Abstract
Concern regarding overly demanding duties has been a prominent feature of moral debate ever since the possibility was famously sounded out by Bernard Williams nearly fifty years ago. More recently, some theorists have attempted to resolve the issue by reconsidering its underlying structure, drawing attention to the possibility that the duties to respond to large-scale moral issues like global poverty, systemic racism, and climate change may be fundamentally collective duties rather than indi- vidual ones. On this view, the relationship between potentially overly demanding individual duties and large-scale moral issues is mediated by the fact that the duties are, first and foremost, ours together rather than each of ours on our own.

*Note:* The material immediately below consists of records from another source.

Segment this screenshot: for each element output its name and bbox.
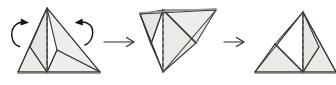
rotate-left-arrowhead <box>21 19 30 26</box>
diagram-canvas <box>0 0 336 85</box>
step-3-figure <box>255 12 336 73</box>
step-2-face-left-flap <box>140 10 163 44</box>
step-1-figure <box>18 8 100 73</box>
step-2-figure <box>140 9 216 72</box>
rotate-right-arrowhead <box>75 19 84 26</box>
arrow-step2-step3 <box>224 38 244 47</box>
rotate-left-arrow <box>12 19 29 47</box>
arrow-step1-step2 <box>104 38 134 47</box>
folding-diagram: Paper folding sequence Three-step origam… <box>0 0 336 85</box>
rotate-right-arrow <box>75 19 93 46</box>
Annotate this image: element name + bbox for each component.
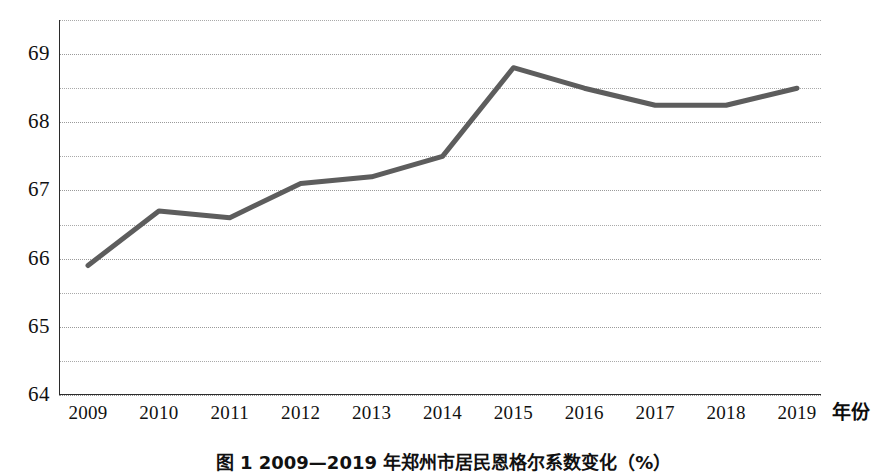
x-axis-tick-label: 2010 [124,402,194,424]
y-axis-tick-label: 65 [6,316,50,337]
y-axis-tick-label: 64 [6,384,50,405]
gridline-minor [59,361,821,362]
y-axis-tick-label: 68 [6,111,50,132]
gridline-major [59,190,821,191]
x-axis-tick-label: 2014 [408,402,478,424]
gridline-major [59,259,821,260]
y-axis-tick-label: 66 [6,248,50,269]
gridline-minor [59,293,821,294]
y-axis-tick-label: 67 [6,179,50,200]
x-axis-title: 年份 [832,400,870,424]
x-axis-line [59,394,821,395]
x-axis-tick-label: 2015 [478,402,548,424]
x-axis-tick-label: 2017 [620,402,690,424]
gridline-minor [59,225,821,226]
y-axis-line [59,20,60,395]
figure-caption: 图 1 2009—2019 年郑州市居民恩格尔系数变化（%） [0,452,887,474]
x-axis-tick-label: 2009 [53,402,123,424]
plot-area [59,20,821,395]
gridline-major [59,54,821,55]
x-axis-tick-label: 2016 [549,402,619,424]
x-axis-tick-label: 2012 [266,402,336,424]
gridline-minor [59,20,821,21]
gridline-major [59,122,821,123]
gridline-minor [59,88,821,89]
x-axis-tick-label: 2019 [762,402,832,424]
gridline-major [59,327,821,328]
x-axis-tick-label: 2018 [691,402,761,424]
x-axis-tick-label: 2011 [195,402,265,424]
x-axis-tick-label: 2013 [337,402,407,424]
y-axis-tick-label: 69 [6,43,50,64]
gridline-major [59,395,821,396]
gridline-minor [59,156,821,157]
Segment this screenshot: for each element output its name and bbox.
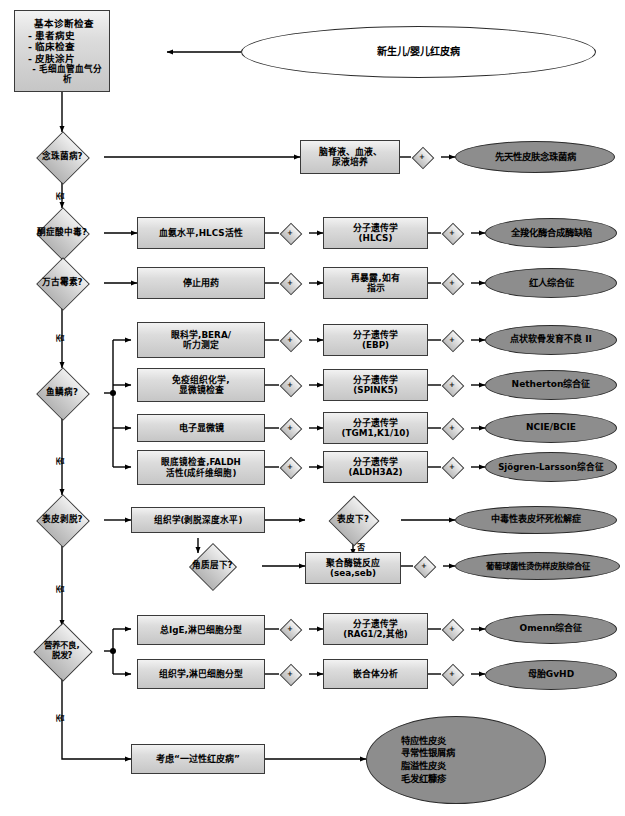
histology-box: 组织学(剥脱深度水平): [131, 507, 265, 533]
test-box: 眼科学,BERA/ 听力测定: [137, 322, 265, 358]
test-line: 指示: [367, 283, 385, 293]
basic-workup-box: 基本诊断检查 - 患者病史 - 临床检查 - 皮肤涂片 - 毛细血管血气分析: [14, 10, 110, 92]
test-box: 脑脊液、血液、 尿液培养: [300, 140, 400, 174]
test-line: 组织学,淋巴细胞分型: [159, 669, 243, 679]
test-line: (RAG1/2,其他): [343, 629, 408, 639]
decision-ketoacidosis[interactable]: 酮症酸中毒?: [26, 215, 98, 251]
final-outcome-line: 寻常性银屑病: [401, 747, 455, 760]
branch-junction-dot: [110, 390, 116, 396]
outcome-ellipse: 先天性皮肤念珠菌病: [455, 141, 615, 173]
test-line: 分子遗传学: [353, 457, 398, 467]
test-box: 总IgE,淋巴细胞分型: [137, 615, 265, 645]
genetics-box: 分子遗传学 (TGM1,K1/10): [323, 412, 428, 444]
no-label: 否: [54, 714, 65, 722]
basic-workup-item: - 患者病史: [21, 30, 75, 41]
no-label: 否: [54, 192, 65, 200]
test-line: (SPINK5): [353, 385, 397, 395]
test-line: 停止用药: [183, 278, 219, 289]
outcome-ellipse: 葡萄球菌性烫伤样皮肤综合征: [455, 552, 620, 580]
flowchart-canvas: 基本诊断检查 - 患者病史 - 临床检查 - 皮肤涂片 - 毛细血管血气分析 新…: [0, 0, 625, 816]
basic-workup-item: - 毛细血管血气分析: [21, 64, 106, 84]
test-line: 总IgE,淋巴细胞分型: [160, 625, 242, 635]
test-line: 聚合酶链反应: [326, 558, 380, 568]
reexposure-box: 再暴露,如有 指示: [323, 267, 428, 299]
no-label: 否: [54, 457, 65, 465]
outcome-ellipse: Sjögren-Larsson综合征: [485, 452, 617, 482]
test-box: 免疫组织化学, 显微镜检查: [137, 368, 265, 402]
final-outcome-line: 脂溢性皮炎: [401, 760, 446, 773]
test-box: 电子显微镜: [137, 414, 265, 442]
test-line: (ALDH3A2): [348, 467, 402, 477]
no-label: 否: [54, 585, 65, 593]
test-line: (TGM1,K1/10): [342, 428, 410, 438]
genetics-box: 分子遗传学 (ALDH3A2): [323, 451, 428, 483]
test-box: 组织学,淋巴细胞分型: [137, 659, 265, 689]
branch-junction-dot: [110, 648, 116, 654]
outcome-ellipse: 全羧化酶合成酶缺陷: [485, 218, 617, 248]
test-line: 分子遗传学: [353, 330, 398, 340]
genetics-box: 分子遗传学 (EBP): [323, 324, 428, 356]
test-line: 分子遗传学: [353, 619, 398, 629]
basic-workup-item: - 皮肤涂片: [21, 53, 75, 64]
test-line: (sea,seb): [330, 568, 376, 578]
test-line: 尿液培养: [332, 157, 368, 167]
decision-subcorneal[interactable]: 角质层下?: [162, 550, 262, 582]
test-box: 停止用药: [137, 267, 265, 299]
outcome-ellipse: 母胎GvHD: [485, 660, 617, 690]
outcome-ellipse: 红人综合征: [485, 268, 617, 298]
final-outcome-line: 毛发红糠疹: [401, 773, 446, 786]
outcome-ellipse: NCIE/BCIE: [485, 413, 617, 443]
genetics-box: 分子遗传学 (SPINK5): [323, 369, 428, 401]
test-line: (EBP): [362, 340, 389, 350]
test-line: 分子遗传学: [353, 418, 398, 428]
test-line: 血氨水平,HLCS活性: [159, 228, 242, 238]
outcome-ellipse: Netherton综合征: [485, 370, 617, 400]
test-line: 考虑“一过性红皮病”: [156, 754, 240, 765]
test-line: 活性(成纤维细胞): [166, 468, 237, 478]
test-line: (HLCS): [359, 233, 393, 243]
test-box: 眼底镜检查,FALDH 活性(成纤维细胞): [137, 450, 265, 485]
decision-ichthyosis[interactable]: 鱼鳞病?: [26, 375, 98, 411]
decision-epidermolysis[interactable]: 表皮剥脱?: [26, 502, 98, 538]
decision-vancomycin[interactable]: 万古霉素?: [26, 265, 98, 301]
outcome-ellipse: 点状软骨发育不良 II: [485, 325, 617, 355]
test-box: 血氨水平,HLCS活性: [137, 217, 265, 249]
test-line: 听力测定: [183, 340, 219, 350]
test-line: 免疫组织化学,: [172, 375, 229, 385]
test-line: 组织学(剥脱深度水平): [154, 515, 243, 525]
transient-erythroderma-box: 考虑“一过性红皮病”: [131, 744, 265, 774]
decision-candidiasis[interactable]: 念珠菌病?: [26, 139, 98, 175]
test-line: 显微镜检查: [179, 385, 224, 395]
test-line: 再暴露,如有: [351, 273, 399, 283]
test-line: 电子显微镜: [179, 423, 224, 434]
decision-subepidermal[interactable]: 表皮下?: [317, 503, 389, 537]
decision-malnutrition[interactable]: 营养不良, 脱发?: [20, 631, 104, 671]
no-label: 否: [54, 334, 65, 342]
test-line: 眼科学,BERA/: [171, 330, 231, 340]
basic-workup-heading: 基本诊断检查: [21, 18, 106, 29]
no-label: 否: [357, 541, 365, 552]
basic-workup-item: - 临床检查: [21, 41, 75, 52]
entry-ellipse: 新生儿/婴儿红皮病: [241, 26, 596, 78]
outcome-ellipse: Omenn综合征: [485, 614, 617, 644]
final-outcomes-ellipse: 特应性皮炎 寻常性银屑病 脂溢性皮炎 毛发红糠疹: [366, 716, 546, 804]
genetics-box: 分子遗传学 (HLCS): [323, 217, 428, 249]
test-line: 分子遗传学: [353, 223, 398, 233]
test-line: 脑脊液、血液、: [319, 147, 382, 157]
test-line: 分子遗传学: [353, 375, 398, 385]
outcome-ellipse: 中毒性表皮坏死松解症: [455, 506, 617, 534]
chimerism-box: 嵌合体分析: [323, 659, 428, 689]
final-outcome-line: 特应性皮炎: [401, 735, 446, 748]
genetics-box: 分子遗传学 (RAG1/2,其他): [323, 613, 428, 645]
test-line: 嵌合体分析: [353, 669, 398, 679]
test-line: 眼底镜检查,FALDH: [161, 457, 241, 467]
pcr-box: 聚合酶链反应 (sea,seb): [305, 552, 401, 584]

We believe this theoretical shift constitutes an important development for moral theory regarding large-scale moral problems, but in this paper we focus on two dis- tinct reasons to think that the interplay between collective duties and demanding- ness is more complicated than has typically been appreciated. First, we argue that in cases in which risks or burdens are indivisible, the move to collectivize duties fails to fulfill its promise to alleviate demandingness concerns, and moreover that those kinds of cases are far more widespread than they may initially appear to be. Sec- ond, we argue that if concerns over individual demandingness could block a putative obligation from becoming an actual moral duty, then, in some cases at least, con- cerns over collective demandingness could do so as well. These complications help elucidate the fact that while the move to collectivize duties can address demanding- ness concerns in a particular subset of cases, in others doing so may merely relo- cate—or even exacerbate—the problem.